Voting rights advocates are examining voting infrastructure and laws in anticipation of high young voter turnout in November.
Four years ago students at Kenyon College in Ohio who wanted to vote in the presidential election had to wait in line up to 10 hours. Their precinct had two voting machines — one was broken — to serve more than 1,300 registered voters.
Before the 2004 election, voter participation among students had steadily declined in the years following 1972 when 18-year-olds first won the right to vote.
Flash forward to 2008. The youth vote has risen in the past three consecutive elections, and there are no signs that it will slow down, voting advocates say.
This year’s historic election is creating even more of a groundswell of excitement, particularly among this demographic. Activists say young voter turnout increased 70 percent during the primary season over what was seen in the 2004 general election.
But many of the problems students experienced four years ago in Ohio and across the country have yet to be fixed and may prove worse this November when even more new and young voters head to the polls.
Voting infrastructure, such as machines, outdated voter rolls and the number of qualified poll workers, has not kept pace with the rising number of students who want to participate in the electoral process, said Sujatha Jahagirdar, program director at the Student Public Interest Research Group’s New Voters Project. “Several barriers persist,” Jahagirdar said during her testimony before a congressional panel in September.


> **EXERCISE AIM**: Each line below from the line with "Identify the location of a: Contact Us." to the line with "Task: Click on the span: 19" must be copied exactly, including those two, and no picture may appear in the copy.

--- START ---

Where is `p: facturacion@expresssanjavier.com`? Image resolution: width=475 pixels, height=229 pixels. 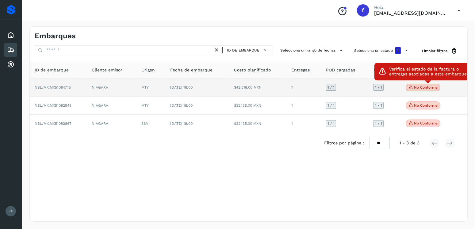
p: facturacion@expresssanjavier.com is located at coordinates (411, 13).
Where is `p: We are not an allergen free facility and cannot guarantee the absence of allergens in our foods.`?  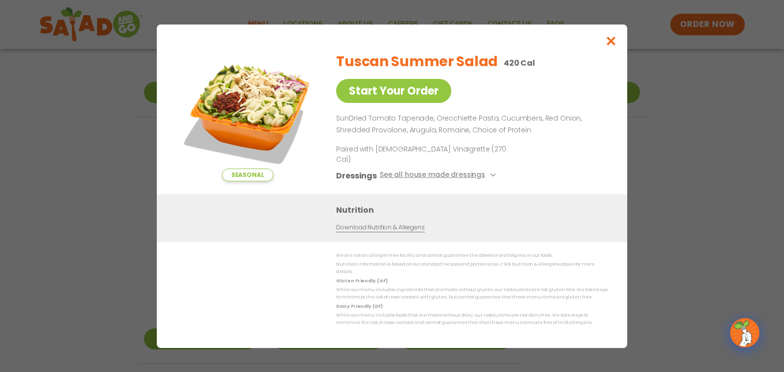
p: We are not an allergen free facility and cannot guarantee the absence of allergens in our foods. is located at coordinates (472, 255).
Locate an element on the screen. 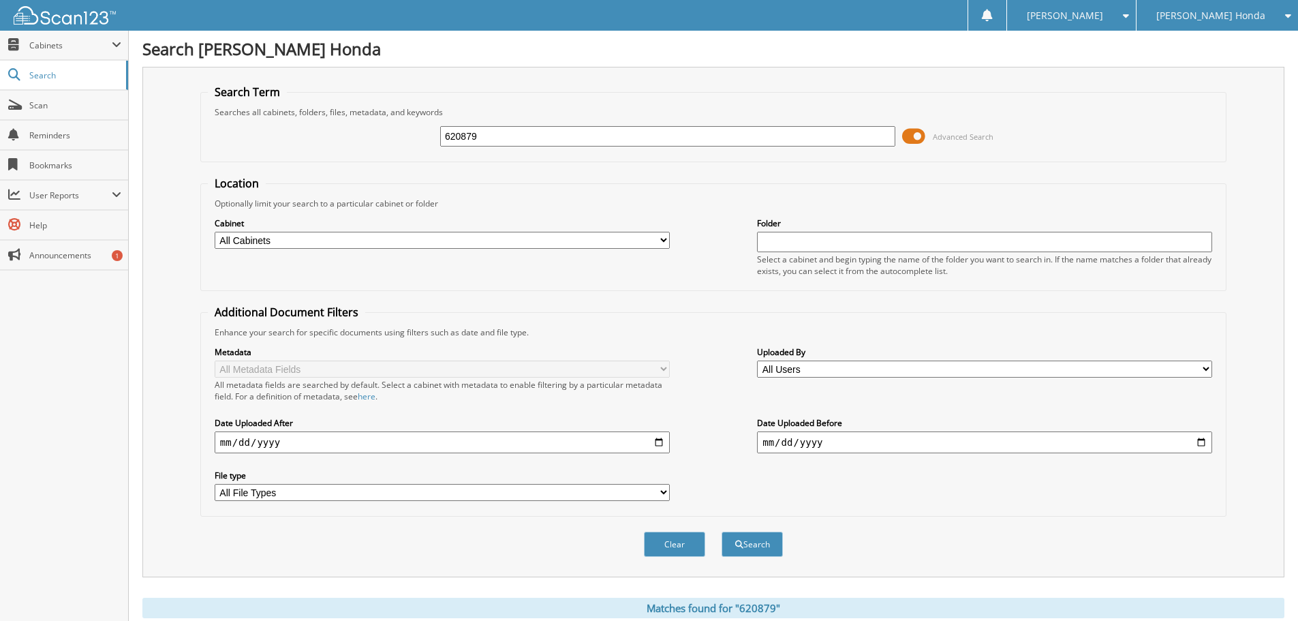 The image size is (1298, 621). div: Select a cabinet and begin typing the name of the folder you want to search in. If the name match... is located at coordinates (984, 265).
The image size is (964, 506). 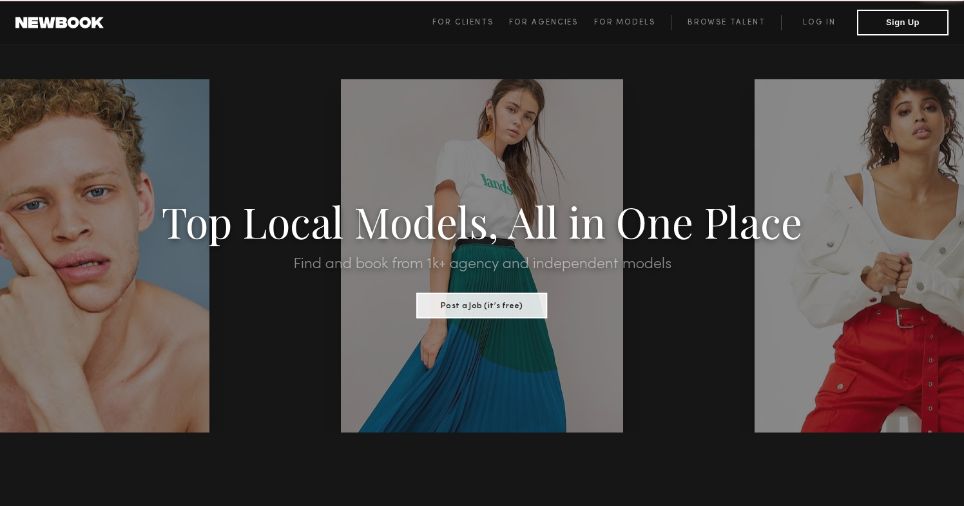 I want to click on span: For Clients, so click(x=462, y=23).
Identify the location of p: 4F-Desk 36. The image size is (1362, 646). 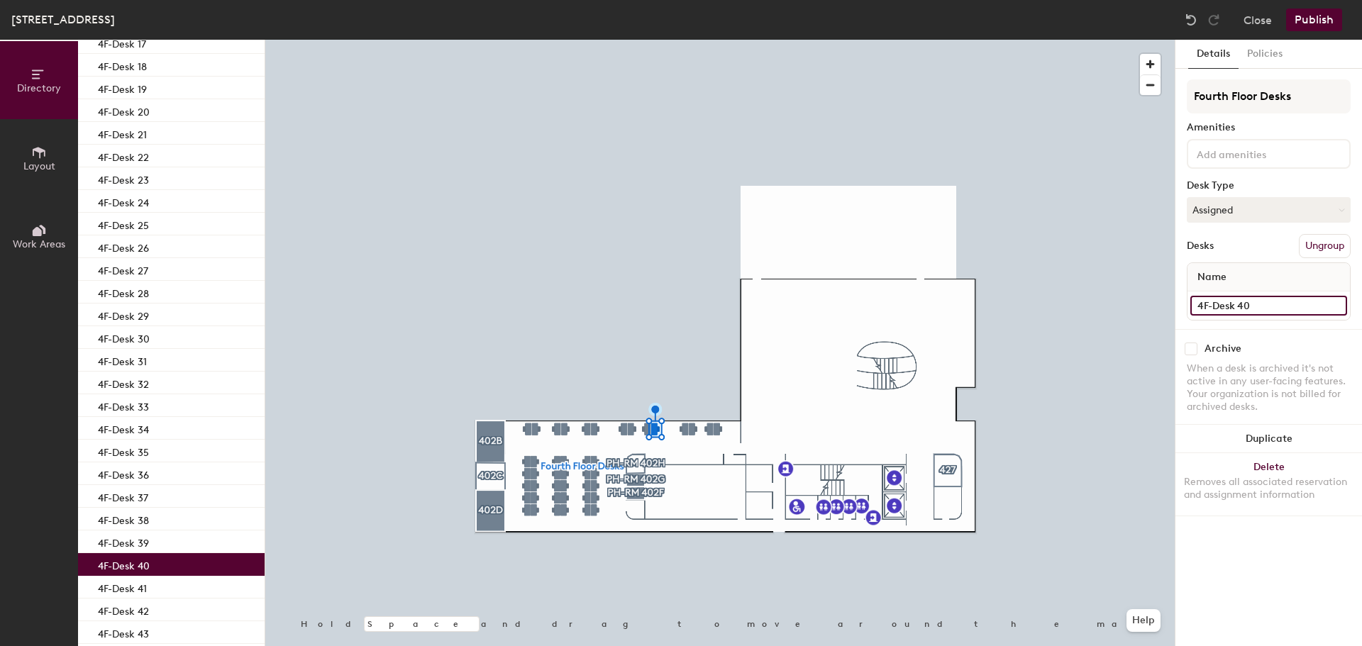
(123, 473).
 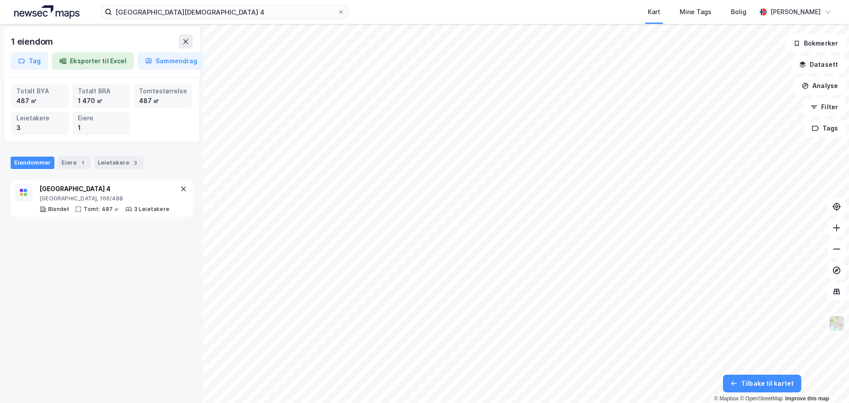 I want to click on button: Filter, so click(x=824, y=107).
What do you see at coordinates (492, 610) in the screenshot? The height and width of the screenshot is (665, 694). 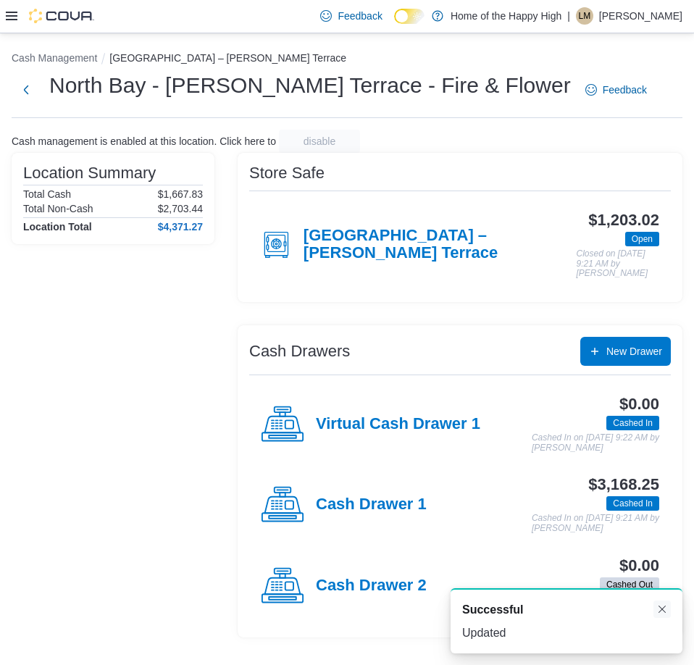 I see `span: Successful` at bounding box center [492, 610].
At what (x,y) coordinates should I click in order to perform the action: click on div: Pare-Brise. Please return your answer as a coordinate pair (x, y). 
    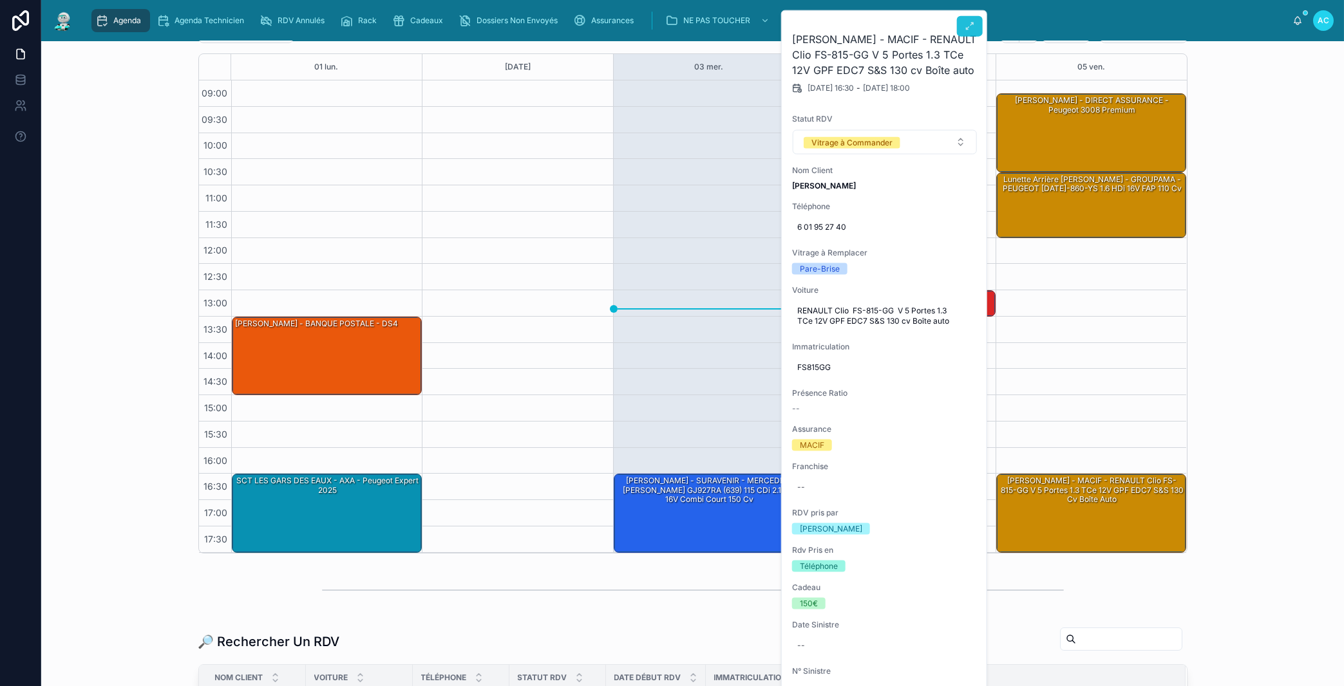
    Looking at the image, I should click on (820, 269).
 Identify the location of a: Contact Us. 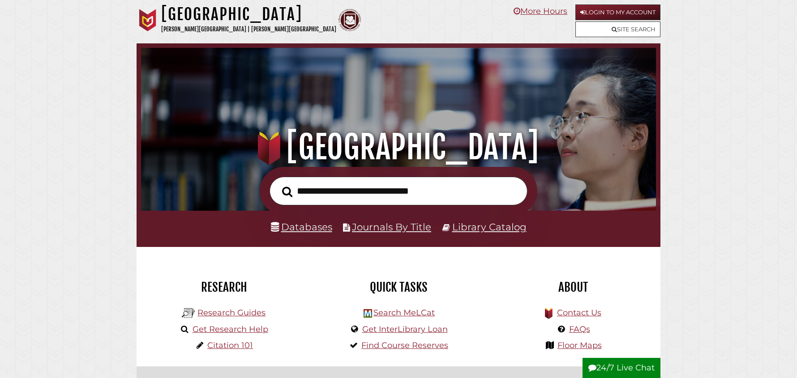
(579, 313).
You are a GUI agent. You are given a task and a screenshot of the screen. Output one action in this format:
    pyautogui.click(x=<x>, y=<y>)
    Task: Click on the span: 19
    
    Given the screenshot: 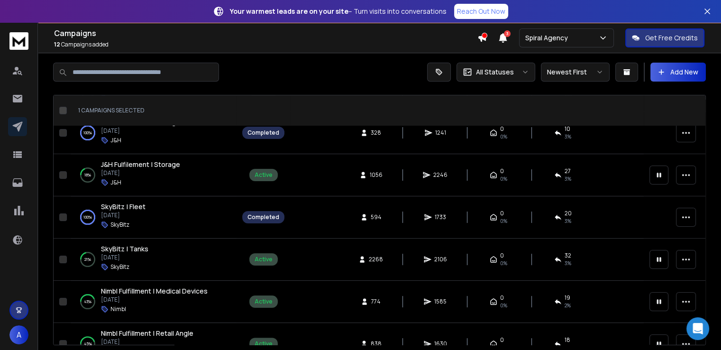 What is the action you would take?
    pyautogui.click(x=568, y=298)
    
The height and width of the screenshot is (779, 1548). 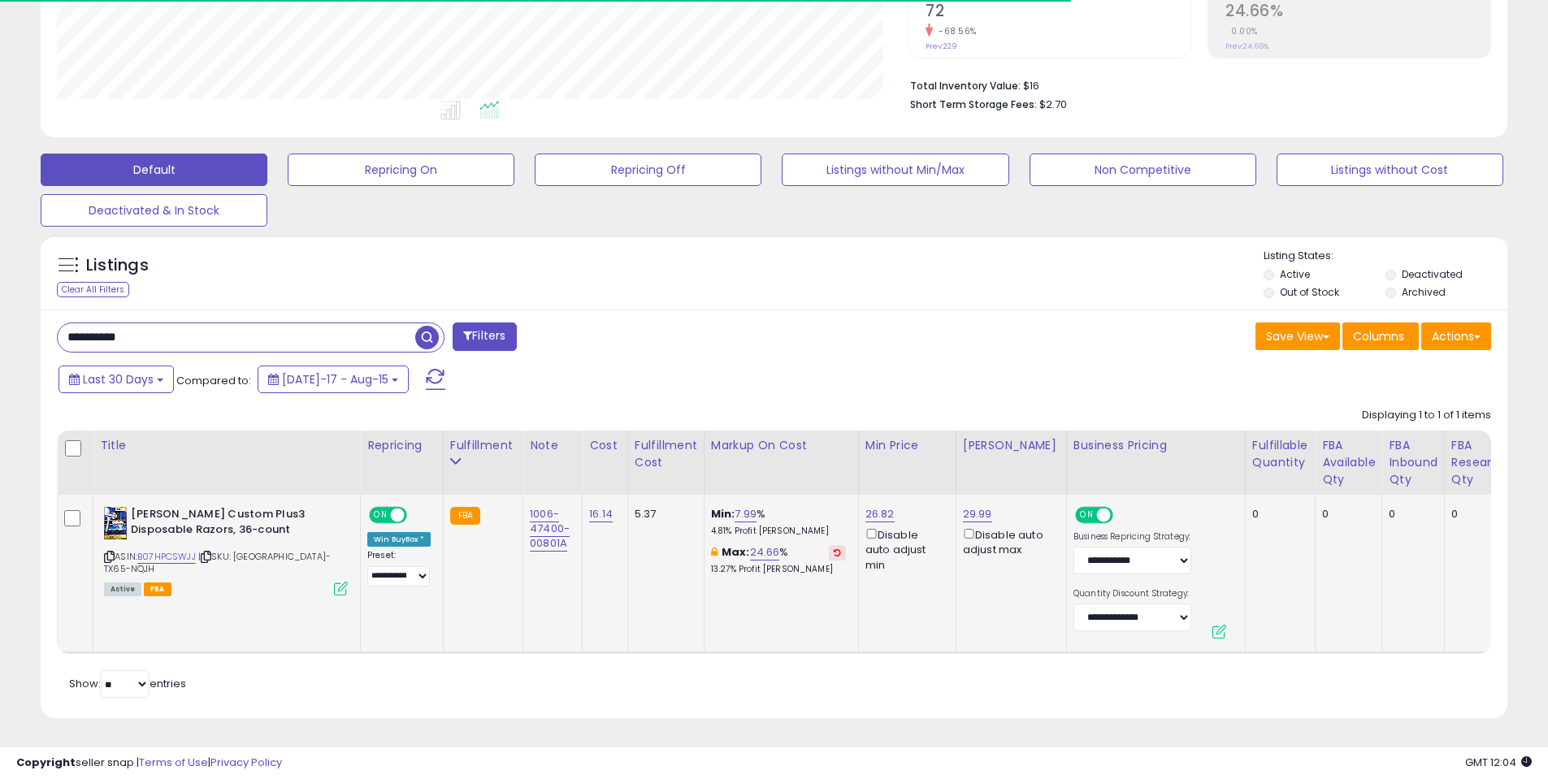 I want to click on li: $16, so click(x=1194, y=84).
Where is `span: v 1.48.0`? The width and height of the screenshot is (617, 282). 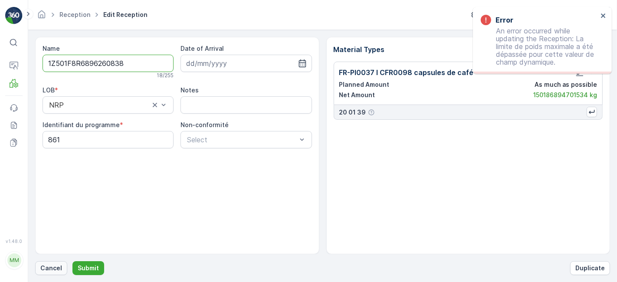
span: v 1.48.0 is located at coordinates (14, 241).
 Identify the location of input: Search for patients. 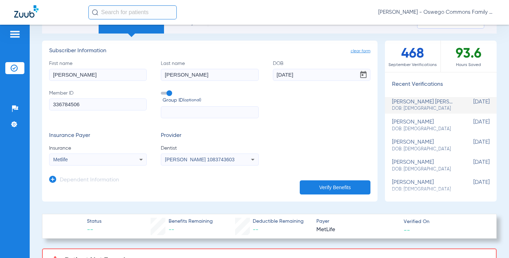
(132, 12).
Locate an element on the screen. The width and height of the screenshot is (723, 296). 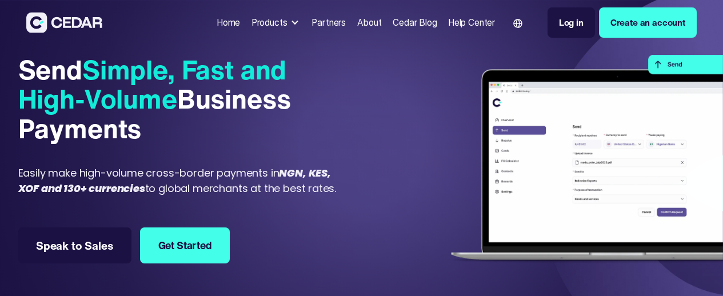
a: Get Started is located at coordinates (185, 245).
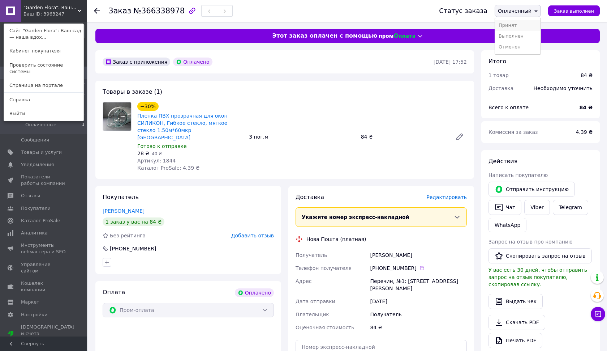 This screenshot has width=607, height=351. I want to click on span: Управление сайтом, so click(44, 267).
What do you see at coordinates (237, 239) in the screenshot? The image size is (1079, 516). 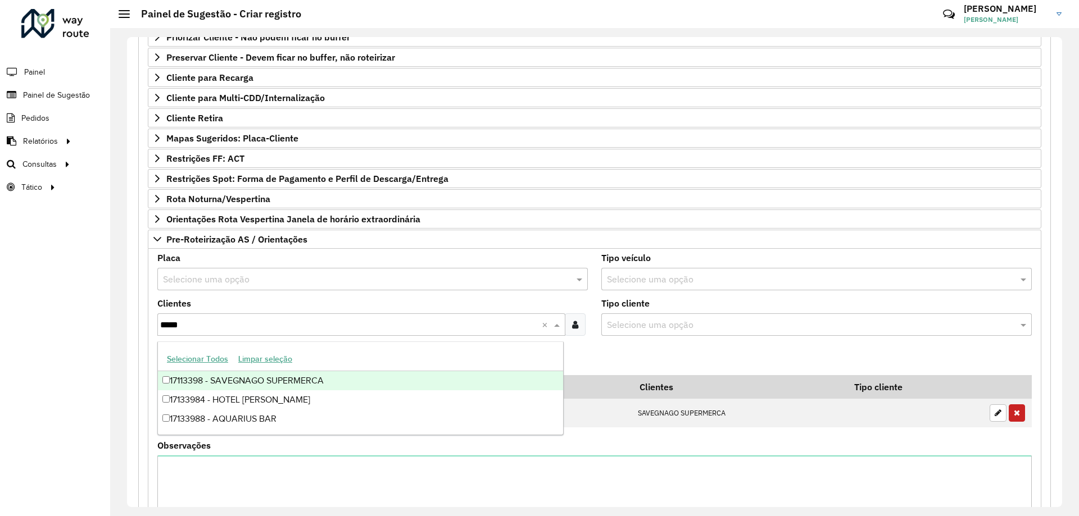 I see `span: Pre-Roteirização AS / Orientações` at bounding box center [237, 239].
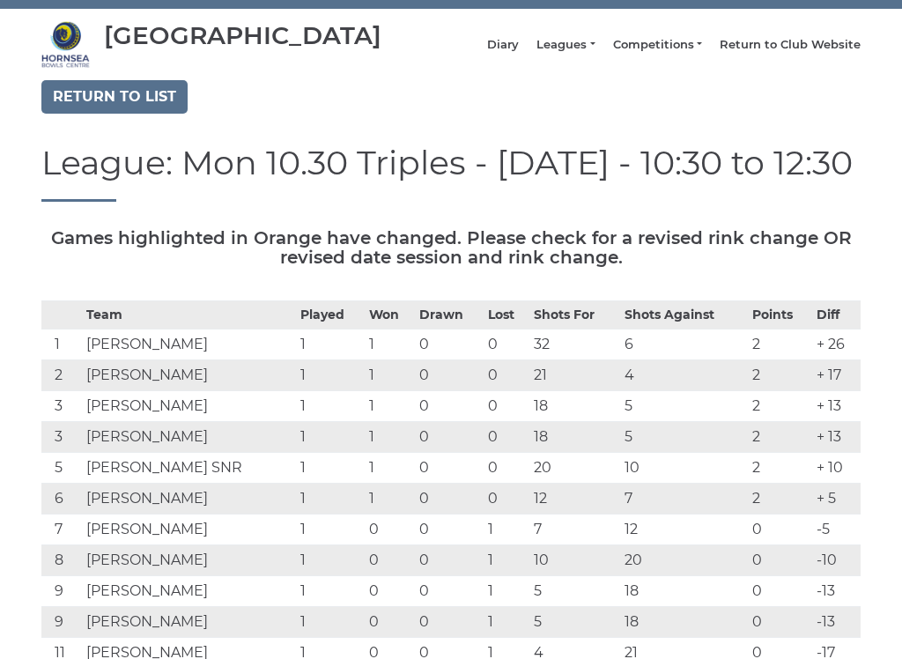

--- END ---

> **RESULT FOR THIS EXERCISE**:
 Identify the location of a: Contact Us. 
(579, 313).
You are a GUI agent. You are given a task and a screenshot of the screen. Output one action in this format:
    pyautogui.click(x=<x>, y=<y>)
    Task: Click on the span: 19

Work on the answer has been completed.